The verdict The Global 7500 pioneered the four-zone business-jet cabin, including a true master suite with a stand-up shower. With 7,700 nm of range and a smooth ride, it remains the benchmark for at-altitude living.
The Bombardier Global 7500 is the aircraft that defined the modern ultra-long-range cabin, and on a long eastbound leg it remains a benchmark even as newer flagships have arrived. We assessed the 7500 on a transcontinental-plus flight, with attention to the four-zone layout, the master suite and the ride quality. It earns its standing.
The 7500’s claim is living space, and specifically the idea that a business jet can hold four genuinely distinct rooms.
Substance: the four-zone cabin
The Global 7500 was the first purpose-built business jet with a true four-zone cabin, and the configuration still feels generous. The standard division — a forward club, a conference/dining area, an entertainment lounge with a berthable divan, and an aft master suite — gives a long flight real spatial variety. The headline remains the master suite: a permanent bed and a full stand-up shower, the latter still a rarity even in this class. A dedicated crew-rest area keeps the cabin crew fresh on the longest legs.
The cabin is also one of the longest in the segment, about a third longer than older competitors, and it sleeps up to eight.

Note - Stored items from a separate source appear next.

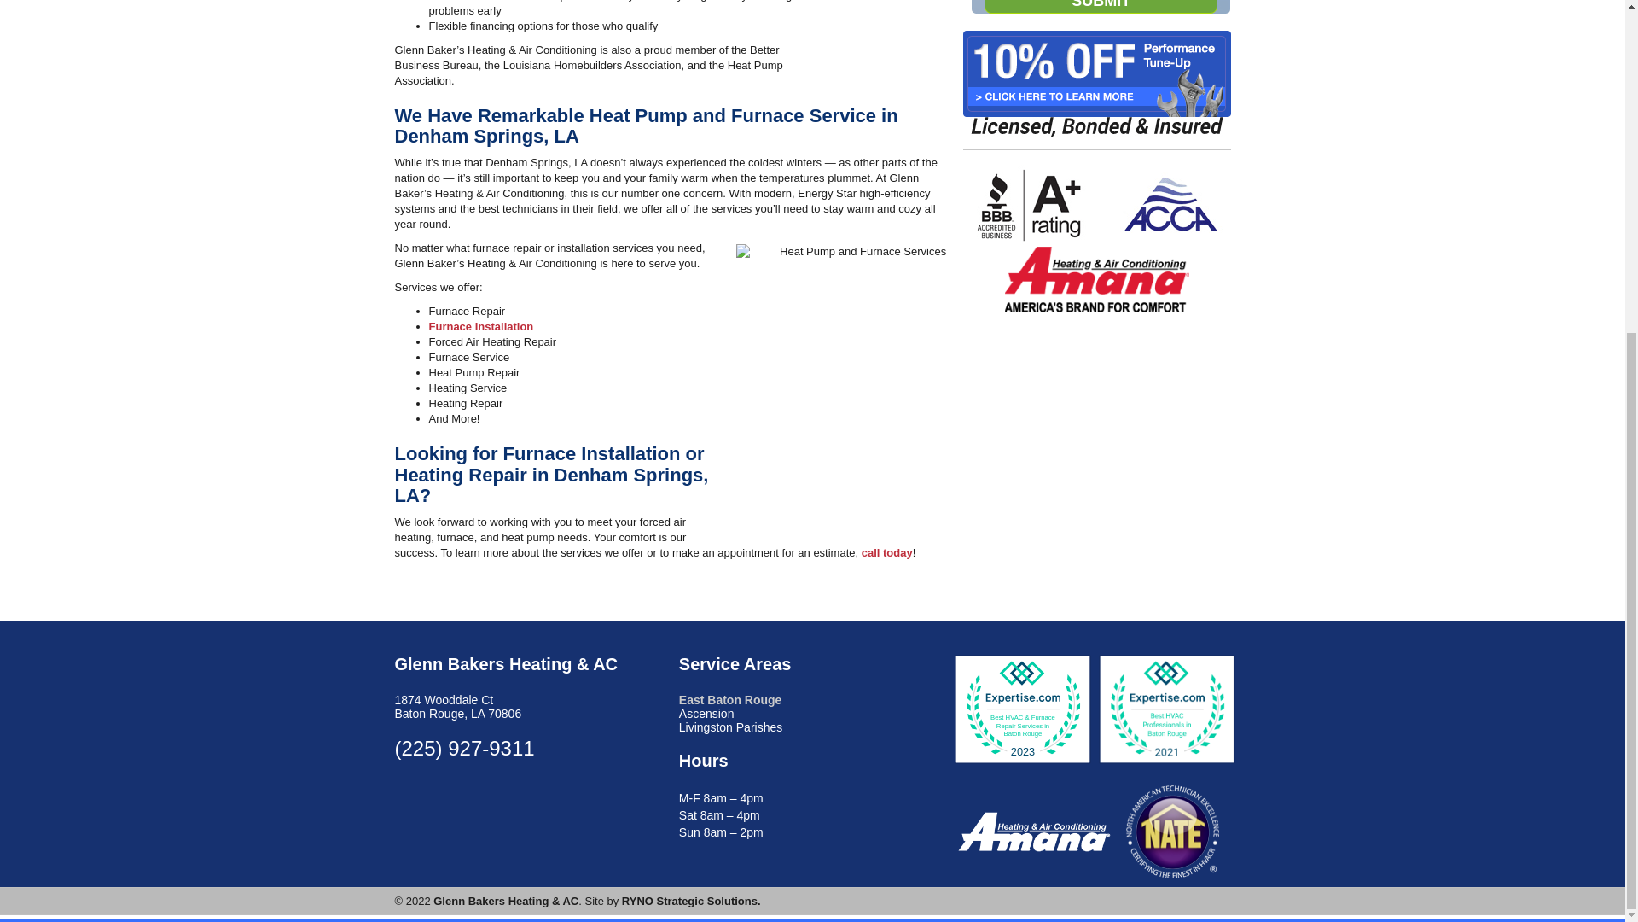 This screenshot has width=1638, height=922. I want to click on call today, so click(887, 552).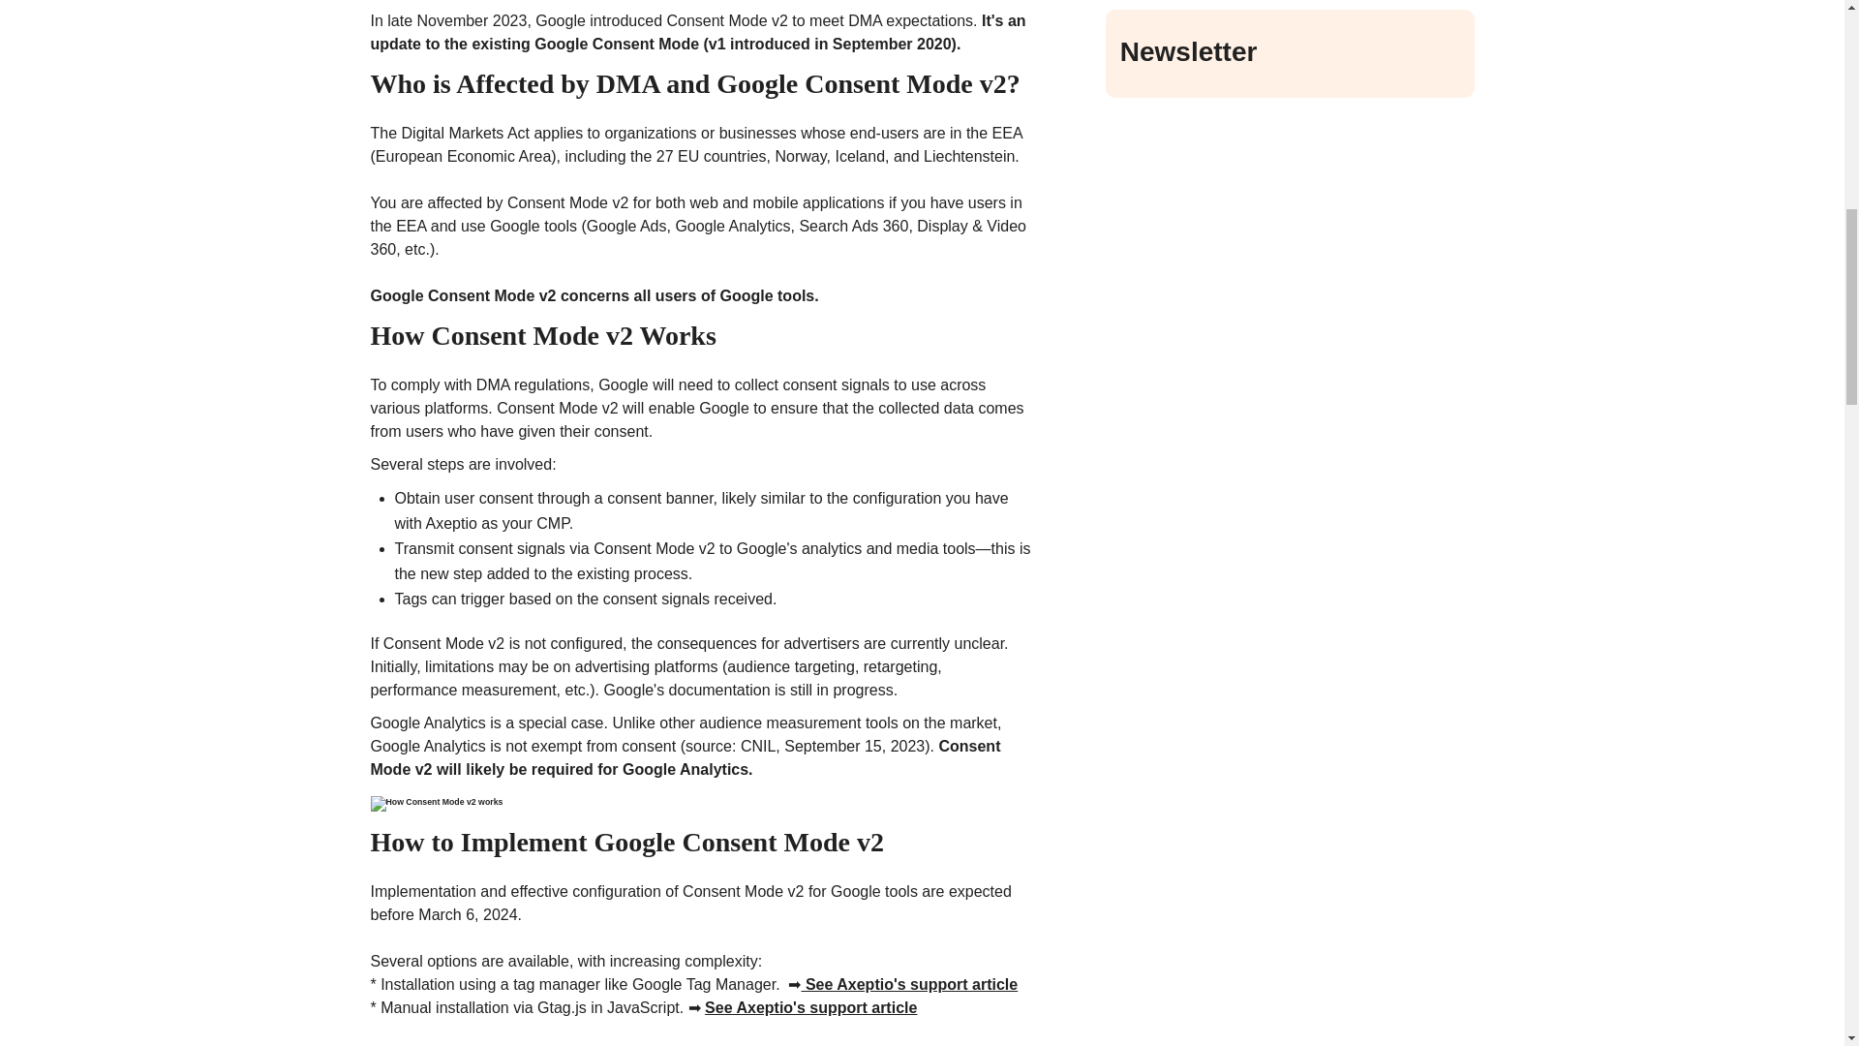  What do you see at coordinates (810, 1007) in the screenshot?
I see `See Axeptio's support article` at bounding box center [810, 1007].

| Dimension | Weight | Score |
|---|---|---|
| Substance (the aircraft) | 30% | 5.5 / 6.0 |
| Execution (engineering) | 25% | 4.7 / 5.0 |
| Service | 20% | 3.6 / 4.0 |
| Setting / experience | 15% | 2.8 / 3.0 |
| Value | 10% | 1.9 / 2.0 |
Execution: range, speed and a smooth wing
The 7500 flies about 7,700 nautical miles, linking long city pairs such as New York to Hong Kong nonstop, at a top speed around Mach 0.925 and a long-range cruise near Mach 0.85. Bombardier’s Smooth Flĩght wing and active control system give the aircraft a notably composed ride in turbulence — a quality that matters on multi-hour legs and that the 7500 does as well as anything flying. It seats up to 19, typically configured for 12 to 16.

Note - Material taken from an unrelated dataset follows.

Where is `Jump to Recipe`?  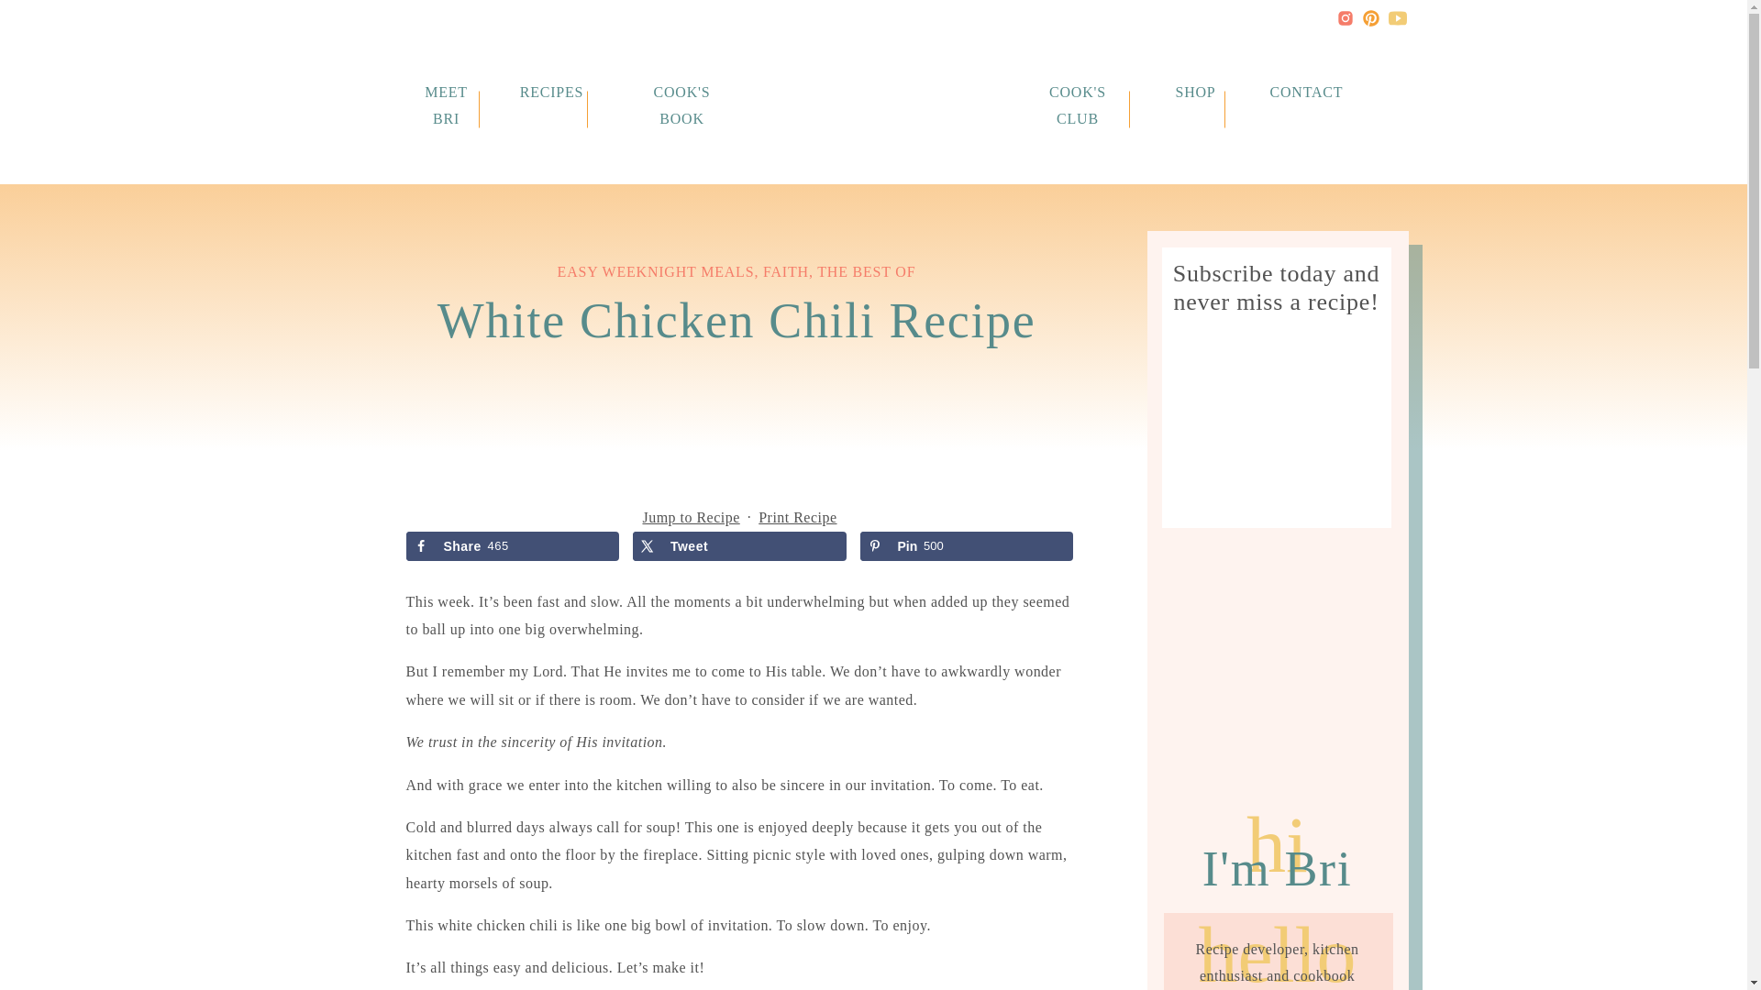 Jump to Recipe is located at coordinates (690, 517).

Service, setting and value
On a charter the service standard is operator-led, but the airframe supports a high one: a large galley and the four-zone separation let crew work without disturbing the master suite. The setting is the aircraft’s signature — that real bedroom with a real shower changes the psychology of a 13-hour flight more than any single feature on a rival.
On value, a new Global 7500 carries an approximate list price in the region of $75 million, in line with the ultra-long-range flagship class. The proposition is comfort-led: you are paying for the most resolved at-altitude living space in the segment, and against newer rivals the 7500 holds its ground on cabin while conceding a little on top-end range and speed.
Verdict
The Global 7500 invented the four-zone cabin and the in-flight master suite with a working shower, and years on it remains the comfort benchmark. Newer flagships edge it on range and outright speed, but for living space at altitude the 7500 is still at the very top.
The Premium Standard: 18.5 / 20
Verification
Every factual claim in this review was checked against external sources before publication, on 2026-02-27. Where a figure could not be independently confirmed, it is described in approximate terms in the text. To challenge a fact, write to corrections@premiumtravelreview.com.
Frequently asked questions
- What is the Global 7500's range?
- About 7,700 nautical miles, connecting city pairs such as New York to Hong Kong nonstop.
- How fast is it?
- Top speed is around Mach 0.925, with a typical long-range cruise near Mach 0.85.
- What is special about the cabin?
- It was the first purpose-built business jet with a true four-zone cabin, including a permanent master suite with a full stand-up shower and a dedicated crew rest area.
- How many passengers?
- Up to 19, though typical configurations seat 12 to 16 and sleep up to eight.